MUMBAI, India – India’s top Catholic prelate says he is raising the issue of a bishop accused of raping a nun with officials at the Vatican.
Cardinal Oswald Gracias, the Archbishop of Bombay and president of India’s bishops’ conference, told Crux he will meet with Cardinal Fernando Filoni, the head of the Vatican’s Congregation for the Evangelization of Peoples.
Gracias is in Rome for the meeting of the Council of Cardinals, the 9-member advisory body established by Pope Francis soon after his election to the papacy.
“I will raise and discuss the matter of Bishop Franco Mulakkal,” Gracias said.
Mulakkal has been accused of raping a nun on 13 different occasions between 2014-2016. The nun went to the police in the southern state of Kerala on June 29, and the civil authorities have since then been investigating the charges.
“Technically, I have no jurisdiction, but as this concerns the Church in India, this issue will be taken up at the Propaganda Fide,” the cardinal said, using the traditional name for the Vatican congregation.
Although Gracias heads the India bishops’ conference, the disciplining of any individual bishop is under the exclusive jurisdiction of the Holy See.
Mulakkal is the Bishop of Jalandhar, in the northwestern Punjab state, the same state where the nun’s order – the Missionaries of Jesus – is headquartered.
The sexual assaults were alleged to have taken place at the order’s convent in Kuravilangad in Kerala.
Mulakkal has vehemently denied the charges, and says the nun is retaliating against him for investigating a complaint she had an affair with a married man.
Kerala is the state with the highest percentage of Christians in India and provides many of the clergy and religious throughout the country. The Kuravilangad convent had special housing for Kerala-born clergy visiting home, where Mulakkal stayed when visiting the state.
On Wednesday, police in Kerala asked the bishop to appear before the investigating team on Sep. 19, having last interviewed him in Jalandhar on Aug. 13.
“There are a lot of contradictions in the case. This is an old case based primarily on oral evidence. We have verified a lot of contradictions. It’s our duty to protect the victim and witnesses,” said Vijay Sakhare, the police officer in charge of the case.
On Tuesday, Mulakkal gave an interview in which he called the nun making the allegations “a liar” and said he would cooperate with the police investigation in the case.
Several nuns have been protesting the bishop since Saturday in Kochi, Kerala’s largest city.
The nun’s order came out with a statement on Monday supporting Mulakkal, saying he was an “innocent soul” that was being “crucified” by the allegations.
Earlier this month, the nun making the allegations lodged a complaint with the police after someone disabled the brakes on her motorbike at her convent. She also said she has received several death threats over the phone since lodging her complaint against the bishop and that her sister was also threatened.
Officials said on Wednesday they had the nun under protection.
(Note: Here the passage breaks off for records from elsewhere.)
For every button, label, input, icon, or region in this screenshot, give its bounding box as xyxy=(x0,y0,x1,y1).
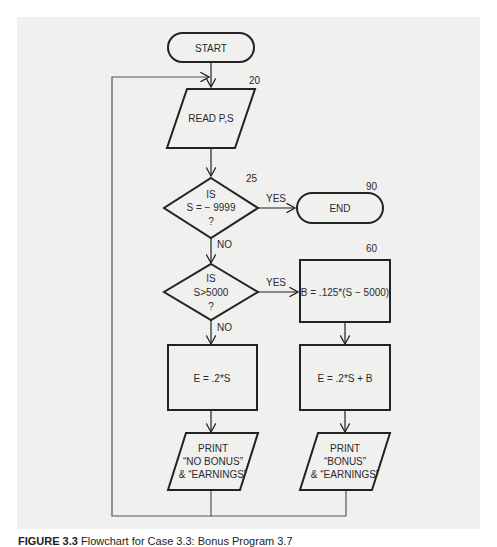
line-number-20: 20 xyxy=(249,75,261,86)
end-label: END xyxy=(329,203,350,214)
caption-label: FIGURE 3.3 xyxy=(18,535,78,547)
print-bonus-line1: PRINT xyxy=(330,443,360,454)
end-terminal: 90 END xyxy=(297,181,383,223)
decision-bonus-line3: ? xyxy=(208,301,214,312)
earn-no-bonus-label: E = .2*S xyxy=(194,373,231,384)
caption-text: Flowchart for Case 3.3: Bonus Program 3.… xyxy=(81,535,293,547)
start-terminal: START xyxy=(168,33,254,62)
decision-sentinel-line3: ? xyxy=(208,216,214,227)
line-number-25: 25 xyxy=(246,173,258,184)
bonus-calc-process: 60 B = .125*(S − 5000) xyxy=(300,243,390,322)
print-no-bonus-line2: “NO BONUS” xyxy=(183,456,243,467)
decision-bonus-line1: IS xyxy=(206,273,216,284)
print-bonus-line2: “BONUS” xyxy=(324,456,366,467)
print-no-bonus-line3: & “EARNINGS” xyxy=(179,469,247,480)
print-no-bonus-line1: PRINT xyxy=(198,443,228,454)
start-label: START xyxy=(195,43,227,54)
decision-bonus-line2: S>5000 xyxy=(194,287,229,298)
bonus-calc-label: B = .125*(S − 5000) xyxy=(301,287,389,298)
decision-sentinel-line1: IS xyxy=(206,189,216,200)
print-bonus-output: PRINT “BONUS” & “EARNINGS” xyxy=(300,433,390,490)
print-no-bonus-output: PRINT “NO BONUS” & “EARNINGS” xyxy=(168,433,258,490)
decision-bonus: IS S>5000 ? xyxy=(164,264,258,320)
edge-label-bonus-yes: YES xyxy=(266,277,286,288)
edge-label-bonus-no: NO xyxy=(217,322,232,333)
print-bonus-line3: & “EARNINGS” xyxy=(311,469,379,480)
read-input-node: 20 READ P,S xyxy=(167,75,261,148)
earn-no-bonus-process: E = .2*S xyxy=(168,345,257,410)
figure-caption: FIGURE 3.3 Flowchart for Case 3.3: Bonus… xyxy=(18,535,293,547)
decision-sentinel: 25 IS S = − 9999 ? xyxy=(164,173,258,238)
earn-with-bonus-label: E = .2*S + B xyxy=(317,373,372,384)
line-number-90: 90 xyxy=(366,181,378,192)
edge-label-sentinel-no: NO xyxy=(217,239,232,250)
read-label: READ P,S xyxy=(188,113,234,124)
edge-label-sentinel-yes: YES xyxy=(266,193,286,204)
line-number-60: 60 xyxy=(366,243,378,254)
decision-sentinel-line2: S = − 9999 xyxy=(187,202,236,213)
earn-with-bonus-process: E = .2*S + B xyxy=(300,345,390,410)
“The government is with the victim. There is no need for any anxiety. We’ll take the right decision at the right time. Police will book the culprits with the support of evidence. The investigation is on the right path. No one should try to cause offense to the modesty of a woman,” said E.P. Jayarajan, a minister in the Kerala state government.
Gracias told Crux the bishops would “discuss and investigate the matter” when he returned to India.
The Mulakkal case is just one of several sexual abuse scandals hitting the Catholic Church, including a cover-up crisis in Chile, the release of a damning report on decades of clerical abuse in Pennsylvania, and the revelations that ex-Cardinal Theodore McCarrick had a “credible and substantiated” allegation of child sex abuse lodged against him, in addition to longstanding rumors he had sexual relations with seminarians and priests.
Gracias discussed the abuse crisis with the other members of the Council of Cardinals during their meetings this week in Rome, at the end of which it was announced Francis had requested all presidents of bishops’ conferences around the world to travel to Rome for a special meeting to address the issue Feb. 21-24, 2019.
“We want to firstly create awareness of the seriousness of the issue. Secondly, we want to discuss how past cases have been dealt with and the care of the victim and survivors. Thirdly, and importantly, we want to look at prevention of such things in the future,” Gracias told Crux.
The cardinal said a document regarding abuse will also be discussed during the February meeting dealing with the care of survivors.